Dáire Keogh and Kevin Whelan (eds.)
(Four Courts Press, E50)
ISBN 1851825304
This book contains the proceedings of two conferences held in Newman House, St Stephen’s Green, and at the Byrne-Perry Summer School in Gorey to mark the bicentenary of the Act of Union. This was the latest in a series of voluntarily organised but also officially assisted commemorations, which in the eyes of some, like the Carroll Professor of Irish History at Oxford, are slightly suspect, but which nonetheless serve and stimulate the public’s interest in history.
The Act of Union is clearly one of the central events in Irish history. But the Irish State is founded on its repudiation, whereas Northern Ireland is the part that remains of the Union, which is the issue that most divides the two communities. Natural empathy, certainly in the Republic, for those who passed the Union would obviously be in much shorter supply than for, say, those who took part in the 1798 Rebellion or the victims of the Famine. The Act of Union, while marketed as a promotion, downgraded both the capital and the country. The North-East geographically and the Anglo-Irish élite, who passed it in the first place after overcoming much internal division, were in net terms the main people to benefit, though no-one can deny that between 1801 and 1922 a lot of important and beneficial reforms, including substantial democratisation, a revolution in land ownership, separation of Church and State, and the beginnings of a more active regional and social policy, eventually took place, many of them over an extended period, but only after sustained pressure from below.
The tone of the book as a whole is ‘post-revisionist’. The metaphor contained on the cover and in the cartoons reproduced by Nick Robinson and elaborated by Claire Connolly, Willa Murphy and Jane Dougherty is one of ill-assorted marriage with inbuilt gender inequality. As the Taoiseach Bertie Ahern added at the launch, ‘the bridegroom’s present of Catholic Emancipation was delayed in the Royal Mail, and did not arrive till twenty-nine years later, when impatience had boiled over into agitation, and grateful appreciation was in short supply’. Maria Edgeworth feared the loss of freedom in marriage: ‘I feel I should lose infinitely more than I should gain’. Ireland lost ground hugely vis-à-vis Great Britain in the course of the nineteenth century in terms of its population and industry. Great Britain powered ahead, while most of Ireland, but for the vigour of its politics and its ‘Captain Moonlights’, would have been destined to remain a largely ignored poor and provincial backwater.

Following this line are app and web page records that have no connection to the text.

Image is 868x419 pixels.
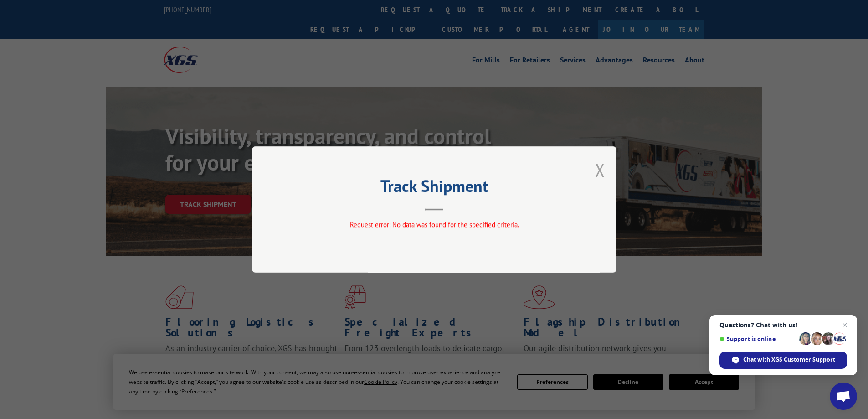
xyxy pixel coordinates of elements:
span: Request error: No data was found for the specified criteria. [350,220,519,229]
button: Close modal [596,157,605,182]
a: Open chat [830,383,857,410]
span: Support is online [720,336,796,342]
span: Questions? Chat with us! [720,322,848,329]
span: Chat with XGS Customer Support [743,355,835,364]
h2: Track Shipment [298,179,571,197]
span: Chat with XGS Customer Support [720,352,848,369]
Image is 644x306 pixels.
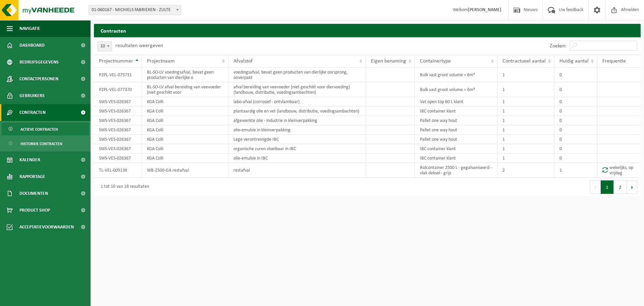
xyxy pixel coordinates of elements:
[88,5,181,15] span: 01-060167 - MICHIELS FABRIEKEN - ZULTE
[415,116,498,125] td: Pallet one way hout
[94,68,142,82] td: P2PL-VEL-075731
[497,135,554,144] td: 1
[142,135,229,144] td: KGA Colli
[554,153,597,163] td: 0
[2,123,89,135] a: Actieve contracten
[502,58,545,64] span: Contractueel aantal
[21,123,58,136] span: Actieve contracten
[19,219,74,235] span: Acceptatievoorwaarden
[602,58,626,64] span: Frequentie
[142,82,229,97] td: BL-SO-LV afval bereiding van veevoeder (niet geschikt voor
[468,8,501,13] strong: [PERSON_NAME]
[554,135,597,144] td: 0
[600,180,614,194] button: 1
[97,181,149,193] div: 1 tot 10 van 18 resultaten
[554,163,597,178] td: 1
[497,82,554,97] td: 1
[554,107,597,116] td: 0
[19,37,44,54] span: Dashboard
[597,163,641,178] td: wekelijks, op vrijdag
[554,125,597,135] td: 0
[19,168,45,185] span: Rapportage
[19,71,58,87] span: Contactpersonen
[19,202,50,219] span: Product Shop
[94,153,142,163] td: SWS-VES-026367
[142,116,229,125] td: KGA Colli
[497,144,554,153] td: 1
[497,116,554,125] td: 1
[94,82,142,97] td: P2PL-VEL-077370
[142,153,229,163] td: KGA Colli
[627,180,637,194] button: Next
[497,153,554,163] td: 1
[19,20,40,37] span: Navigatie
[415,97,498,107] td: Vat open top 60 L klant
[99,58,133,64] span: Projectnummer
[94,97,142,107] td: SWS-VES-026367
[229,116,366,125] td: afgewerkte olie - industrie in kleinverpakking
[554,144,597,153] td: 0
[554,97,597,107] td: 0
[142,163,229,178] td: WB-2500-GA restafval
[2,137,89,150] a: Historiek contracten
[229,144,366,153] td: organische zuren vloeibaar in IBC
[229,163,366,178] td: restafval
[142,97,229,107] td: KGA Colli
[415,163,498,178] td: Rolcontainer 2500 L - gegalvaniseerd - vlak deksel - grijs
[94,116,142,125] td: SWS-VES-026367
[229,125,366,135] td: olie-emulsie in kleinverpakking
[415,107,498,116] td: IBC container klant
[420,58,451,64] span: Containertype
[19,185,48,202] span: Documenten
[21,137,62,150] span: Historiek contracten
[142,144,229,153] td: KGA Colli
[234,58,252,64] span: Afvalstof
[229,82,366,97] td: afval bereiding van veevoeder (niet geschikt voor diervoeding) (landbouw, distributie, voedingsam...
[94,144,142,153] td: SWS-VES-026367
[554,68,597,82] td: 0
[415,135,498,144] td: Pallet one way hout
[415,144,498,153] td: IBC container klant
[559,58,589,64] span: Huidig aantal
[371,58,406,64] span: Eigen benaming
[229,135,366,144] td: Lege verontreinigde IBC
[142,68,229,82] td: BL-SO-LV voedingsafval, bevat geen producten van dierlijke o
[94,163,142,178] td: TL-VEL-009138
[98,42,112,51] span: 10
[94,125,142,135] td: SWS-VES-026367
[94,24,641,37] h2: Contracten
[550,43,566,49] label: Zoeken:
[497,97,554,107] td: 1
[19,87,44,104] span: Gebruikers
[89,5,181,15] span: 01-060167 - MICHIELS FABRIEKEN - ZULTE
[229,153,366,163] td: olie-emulsie in IBC
[142,125,229,135] td: KGA Colli
[497,68,554,82] td: 1
[497,107,554,116] td: 1
[19,54,59,71] span: Bedrijfsgegevens
[147,58,175,64] span: Projectnaam
[415,125,498,135] td: Pallet one way hout
[590,180,600,194] button: Previous
[415,153,498,163] td: IBC container klant
[97,41,112,51] span: 10
[19,104,46,121] span: Contracten
[415,82,498,97] td: Bulk vast groot volume > 6m³
[497,163,554,178] td: 2
[497,125,554,135] td: 1
[229,97,366,107] td: labo-afval (corrosief - ontvlambaar)
[554,116,597,125] td: 0
[614,180,627,194] button: 2
[142,107,229,116] td: KGA Colli
[229,107,366,116] td: plantaardig olie en vet (landbouw, distributie, voedingsambachten)
[94,107,142,116] td: SWS-VES-026367
[94,135,142,144] td: SWS-VES-026367
[115,43,163,48] label: resultaten weergeven
[554,82,597,97] td: 0
[19,152,40,168] span: Kalender
[415,68,498,82] td: Bulk vast groot volume > 6m³
[229,68,366,82] td: voedingsafval, bevat geen producten van dierlijke oorsprong, onverpakt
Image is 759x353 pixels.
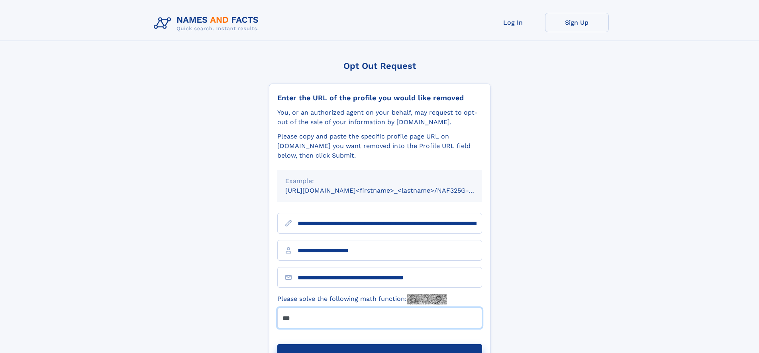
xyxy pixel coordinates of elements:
[545,13,609,32] a: Sign Up
[285,176,474,186] div: Example:
[277,94,482,102] div: Enter the URL of the profile you would like removed
[277,294,446,305] label: Please solve the following math function:
[269,61,490,71] div: Opt Out Request
[277,108,482,127] div: You, or an authorized agent on your behalf, may request to opt-out of the sale of your informatio...
[151,13,265,34] img: Logo Names and Facts
[277,132,482,161] div: Please copy and paste the specific profile page URL on [DOMAIN_NAME] you want removed into the Pr...
[285,187,497,194] small: [URL][DOMAIN_NAME]<firstname>_<lastname>/NAF325G-xxxxxxxx
[481,13,545,32] a: Log In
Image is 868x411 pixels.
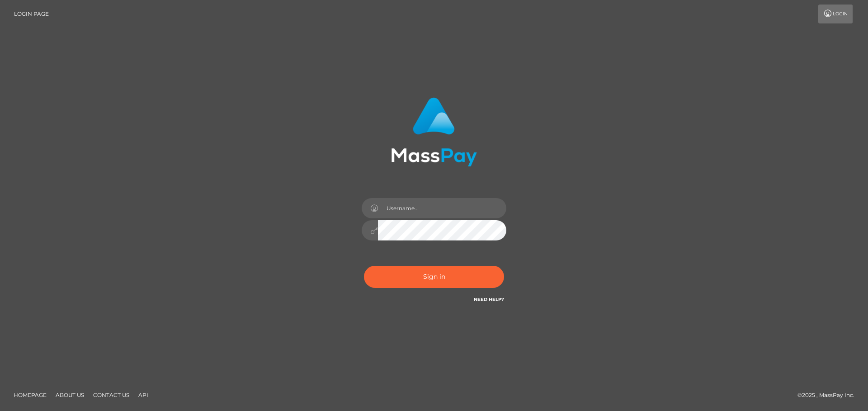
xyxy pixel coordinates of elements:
input: Username... [378,198,507,219]
a: Login [818,5,852,24]
button: Sign in [364,266,504,288]
a: Homepage [10,388,50,402]
a: About Us [52,388,88,402]
a: Need Help? [474,296,504,302]
img: MassPay Login [391,97,477,166]
div: © 2025 , MassPay Inc. [798,391,861,400]
a: Contact Us [89,388,133,402]
a: Login Page [14,5,49,24]
a: API [134,388,152,402]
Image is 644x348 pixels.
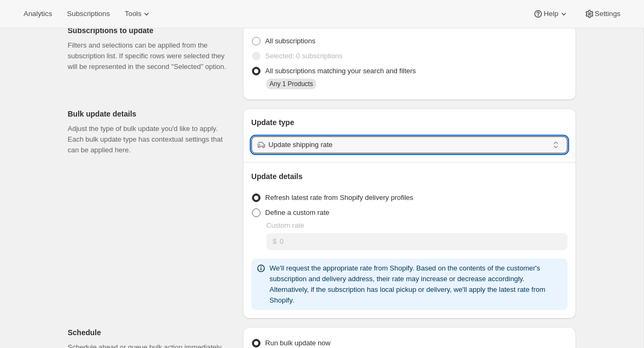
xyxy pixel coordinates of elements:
[118,6,158,21] button: Tools
[125,9,141,18] span: Tools
[68,327,234,338] p: Schedule
[68,124,234,156] p: Adjust the type of bulk update you'd like to apply. Each bulk update type has contextual settings...
[266,37,316,45] span: All subscriptions
[67,9,110,18] span: Subscriptions
[270,263,564,305] p: We'll request the appropriate rate from Shopify. Based on the contents of the customer's subscrip...
[266,67,416,75] span: All subscriptions matching your search and filters
[61,6,116,21] button: Subscriptions
[266,339,331,347] span: Run bulk update now
[251,117,568,128] p: Update type
[24,9,52,18] span: Analytics
[17,6,58,21] button: Analytics
[251,171,568,182] p: Update details
[595,9,620,18] span: Settings
[68,25,234,35] p: Subscriptions to update
[266,209,329,217] span: Define a custom rate
[266,221,304,229] span: Custom rate
[266,52,343,60] span: Selected: 0 subscriptions
[273,237,277,246] span: $
[578,6,627,21] button: Settings
[544,9,558,18] span: Help
[68,40,234,72] p: Filters and selections can be applied from the subscription list. If specific rows were selected ...
[527,6,575,21] button: Help
[68,109,234,119] p: Bulk update details
[270,80,313,87] span: Any 1 Products
[266,194,414,202] span: Refresh latest rate from Shopify delivery profiles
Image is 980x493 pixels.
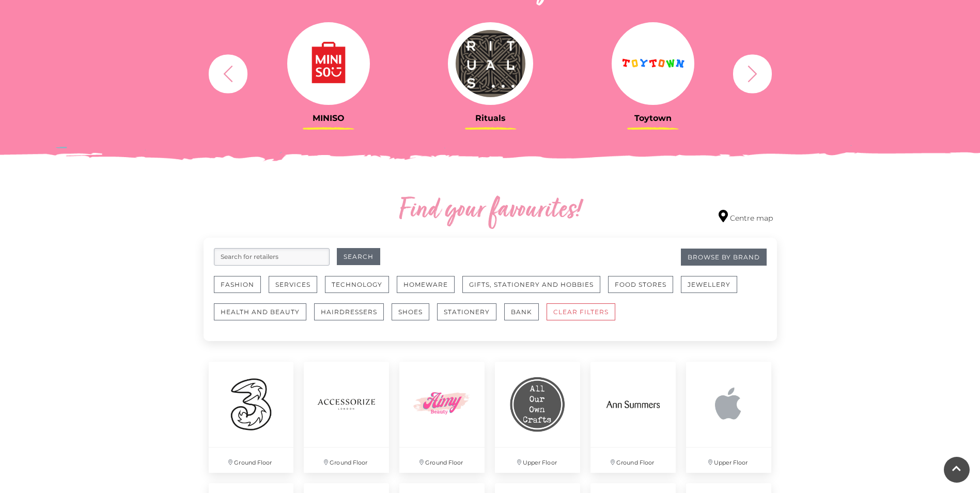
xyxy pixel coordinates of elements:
[505,303,539,320] button: Bank
[214,248,329,265] input: Search for retailers
[608,276,673,293] button: Food Stores
[397,276,463,303] a: Homeware
[417,22,565,123] a: Rituals
[325,276,397,303] a: Technology
[397,276,455,293] button: Homeware
[325,276,389,293] button: Technology
[681,276,737,293] button: Jewellery
[417,113,565,123] h3: Rituals
[204,356,299,478] a: Ground Floor
[400,447,485,473] p: Ground Floor
[580,22,726,123] a: Toytown
[214,303,307,320] button: Health and Beauty
[255,22,402,123] a: MINISO
[463,276,608,303] a: Gifts, Stationery and Hobbies
[495,447,580,473] p: Upper Floor
[681,356,776,478] a: Upper Floor
[547,303,623,331] a: CLEAR FILTERS
[392,303,429,320] button: Shoes
[437,303,496,320] button: Stationery
[591,447,676,473] p: Ground Floor
[298,356,395,478] a: Ground Floor
[214,276,269,303] a: Fashion
[314,303,392,331] a: Hairdressers
[547,303,615,320] button: CLEAR FILTERS
[585,356,681,478] a: Ground Floor
[269,276,325,303] a: Services
[302,194,679,228] h2: Find your favourites!
[392,303,437,331] a: Shoes
[463,276,601,293] button: Gifts, Stationery and Hobbies
[437,303,505,331] a: Stationery
[505,303,547,331] a: Bank
[209,447,294,473] p: Ground Floor
[304,447,389,473] p: Ground Floor
[490,356,585,478] a: Upper Floor
[255,113,402,123] h3: MINISO
[395,356,490,478] a: Ground Floor
[314,303,384,320] button: Hairdressers
[681,276,745,303] a: Jewellery
[269,276,317,293] button: Services
[580,113,726,123] h3: Toytown
[681,248,767,265] a: Browse By Brand
[214,276,261,293] button: Fashion
[686,447,771,473] p: Upper Floor
[214,303,314,331] a: Health and Beauty
[337,248,381,265] button: Search
[608,276,681,303] a: Food Stores
[719,210,773,224] a: Centre map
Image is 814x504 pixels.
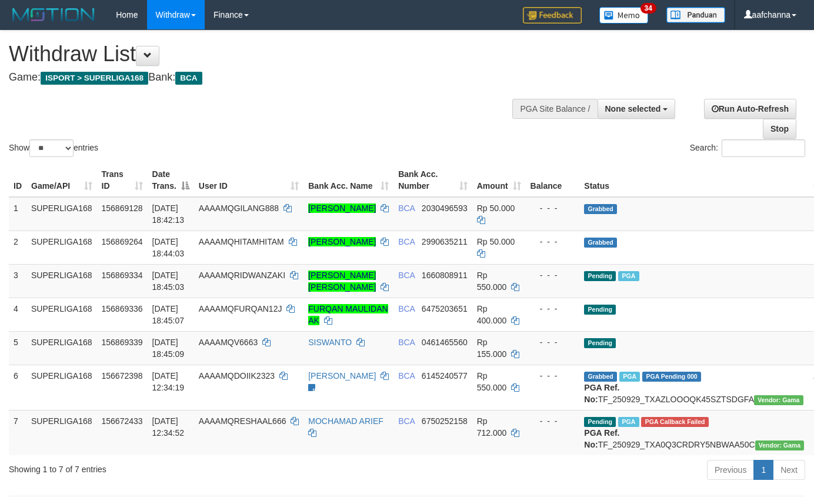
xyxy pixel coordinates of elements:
[579,164,809,197] th: Status
[531,370,575,382] div: - - -
[29,139,74,157] select: Showentries
[9,164,27,197] th: ID
[199,304,282,314] span: AAAAMQFURQAN12J
[194,164,304,197] th: User ID: activate to sort column ascending
[9,197,27,231] td: 1
[579,365,809,410] td: TF_250929_TXAZLOOOQK45SZTSDGFA
[526,164,580,197] th: Balance
[308,237,376,246] a: [PERSON_NAME]
[584,428,620,449] b: PGA Ref. No:
[398,416,415,426] span: BCA
[199,237,284,246] span: AAAAMQHITAMHITAM
[641,3,656,14] span: 34
[641,417,708,427] span: PGA Error
[620,372,640,382] span: Marked by aafsoycanthlai
[584,338,616,348] span: Pending
[477,338,507,359] span: Rp 155.000
[9,459,331,475] div: Showing 1 to 7 of 7 entries
[152,271,185,292] span: [DATE] 18:45:03
[422,371,467,381] span: Copy 6145240577 to clipboard
[9,297,27,331] td: 4
[422,416,467,426] span: Copy 6750252158 to clipboard
[707,460,754,480] a: Previous
[9,365,27,410] td: 6
[531,203,575,214] div: - - -
[704,99,796,119] a: Run Auto-Refresh
[102,203,143,213] span: 156869128
[9,72,532,83] h4: Game: Bank:
[584,305,616,314] span: Pending
[308,371,376,381] a: [PERSON_NAME]
[304,164,394,197] th: Bank Acc. Name: activate to sort column ascending
[102,338,143,347] span: 156869339
[9,264,27,297] td: 3
[102,271,143,280] span: 156869334
[102,371,143,381] span: 156672398
[152,371,185,392] span: [DATE] 12:34:19
[422,271,467,280] span: Copy 1660808911 to clipboard
[600,7,649,23] img: Button%20Memo.svg
[584,417,616,427] span: Pending
[9,410,27,455] td: 7
[531,415,575,427] div: - - -
[9,331,27,365] td: 5
[147,164,194,197] th: Date Trans.: activate to sort column descending
[152,304,185,325] span: [DATE] 18:45:07
[398,338,415,347] span: BCA
[308,338,352,347] a: SISWANTO
[398,237,415,246] span: BCA
[773,460,805,480] a: Next
[512,99,597,119] div: PGA Site Balance /
[97,164,147,197] th: Trans ID: activate to sort column ascending
[422,338,467,347] span: Copy 0461465560 to clipboard
[531,303,575,314] div: - - -
[531,236,575,248] div: - - -
[9,231,27,264] td: 2
[477,271,507,292] span: Rp 550.000
[477,203,515,213] span: Rp 50.000
[531,269,575,281] div: - - -
[9,42,532,66] h1: Withdraw List
[152,338,185,359] span: [DATE] 18:45:09
[667,7,725,23] img: panduan.png
[199,416,287,426] span: AAAAMQRESHAAL666
[27,264,97,297] td: SUPERLIGA168
[584,237,617,248] span: Grabbed
[152,416,185,437] span: [DATE] 12:34:52
[308,271,376,292] a: [PERSON_NAME] [PERSON_NAME]
[199,371,275,381] span: AAAAMQDOIIK2323
[422,237,467,246] span: Copy 2990635211 to clipboard
[199,338,258,347] span: AAAAMQV6663
[199,271,285,280] span: AAAAMQRIDWANZAKI
[27,197,97,231] td: SUPERLIGA168
[477,237,515,246] span: Rp 50.000
[398,304,415,314] span: BCA
[152,237,185,258] span: [DATE] 18:44:03
[27,231,97,264] td: SUPERLIGA168
[598,99,676,119] button: None selected
[398,371,415,381] span: BCA
[754,395,804,405] span: Vendor URL: https://trx31.1velocity.biz
[422,304,467,314] span: Copy 6475203651 to clipboard
[27,365,97,410] td: SUPERLIGA168
[584,204,617,214] span: Grabbed
[9,6,98,23] img: MOTION_logo.png
[618,271,639,281] span: Marked by aafsoycanthlai
[27,164,97,197] th: Game/API: activate to sort column ascending
[523,7,582,23] img: Feedback.jpg
[308,304,388,325] a: FURQAN MAULIDAN AK
[584,372,617,382] span: Grabbed
[584,383,620,404] b: PGA Ref. No:
[422,203,467,213] span: Copy 2030496593 to clipboard
[308,203,376,213] a: [PERSON_NAME]
[605,104,661,113] span: None selected
[102,237,143,246] span: 156869264
[102,304,143,314] span: 156869336
[584,271,616,281] span: Pending
[477,371,507,392] span: Rp 550.000
[618,417,639,427] span: Marked by aafsoycanthlai
[477,416,507,437] span: Rp 712.000
[753,460,774,480] a: 1
[27,331,97,365] td: SUPERLIGA168
[722,139,805,157] input: Search:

The volume highlights one of the more spectacular débâcles of the revisionist school, who tried to pass off the suggestion that bribery and corruption on an unusual scale were not a serious factor in the reversal between the Irish parliament’s two votes on the Union. Indeed, in 1801, the mental illness of George III threatened to expose the scandal of a diversion of funds from the civil list, causing Lord Castlereagh his own mental breakdown. Contemporary instincts were right. Loyalty was negotiable.
Acts of Union brings together many of the historians who have distinguished themselves in writing about the 1790s, including Kevin Whelan, Patrick Geoghegan, James Kelly, Dáire Keogh, Ruan O’Donnell and Tom Bartlett. I am not sure that the subject excites the same passionate interest as the United Irishmen and the 1798 Rebellion, or even the patriots of 1782, and the sort of enthusiasm one might find in, say David Trimble’s Lord Castlereagh lecture in the House of Lords this autumn, is not conspicuous here. Gillian O’Brien’s essay on Viceroy Lord Camden does not try to warm up sympathy very much. It is difficult to screen the sequel to the Act of Union out of one’s mind entirely.
There are interesting comparative essays by Allan Macinnes and James Livesey on the Scottish and Irish Acts of Union, although the comparison of Ireland, which had been treated as a colony more than a kingdom, was not flattering to Scotland. Livesey sees the abolition of the Irish parliament in the European context of the elimination of intermediary bodies by both monarchs and revolution. Daniel Mansergh shows that a watchful eye was kept on a quiescent public opinion, emotionally drained on all sides following the huge upheaval of the 1798 Rebellion. Some on the anti-Union side in parliament showed what with the benefit of hindsight appeared to be extraordinary prescience on the long-term destabilising consequences of the Union for the British connection, an aspect no longer dwelt on by historians.
Tom Bartlett’s concluding essay ‘Britishness, Irishness and the Act of Union’ is one of the best in the book. As Pitt perceived it, the proudly proclaimed legislative independence of 1782 went out at the end of the day scarcely with a whimper. Castlereagh was proud of himself for being ‘less Irish and more English’. George III imagined that by reading Maria Edgeworth’s Castle Rackrent: ‘What, what—I know something now of my Irish subjects’, which is on a par with the Duke of Gloucester’s ‘scribble, scribble, scribble’ remark to Edward Gibbon. Britain did not enter the Union with Ireland, showing much respect or feeling much affection, and not surprisingly it ended in tears.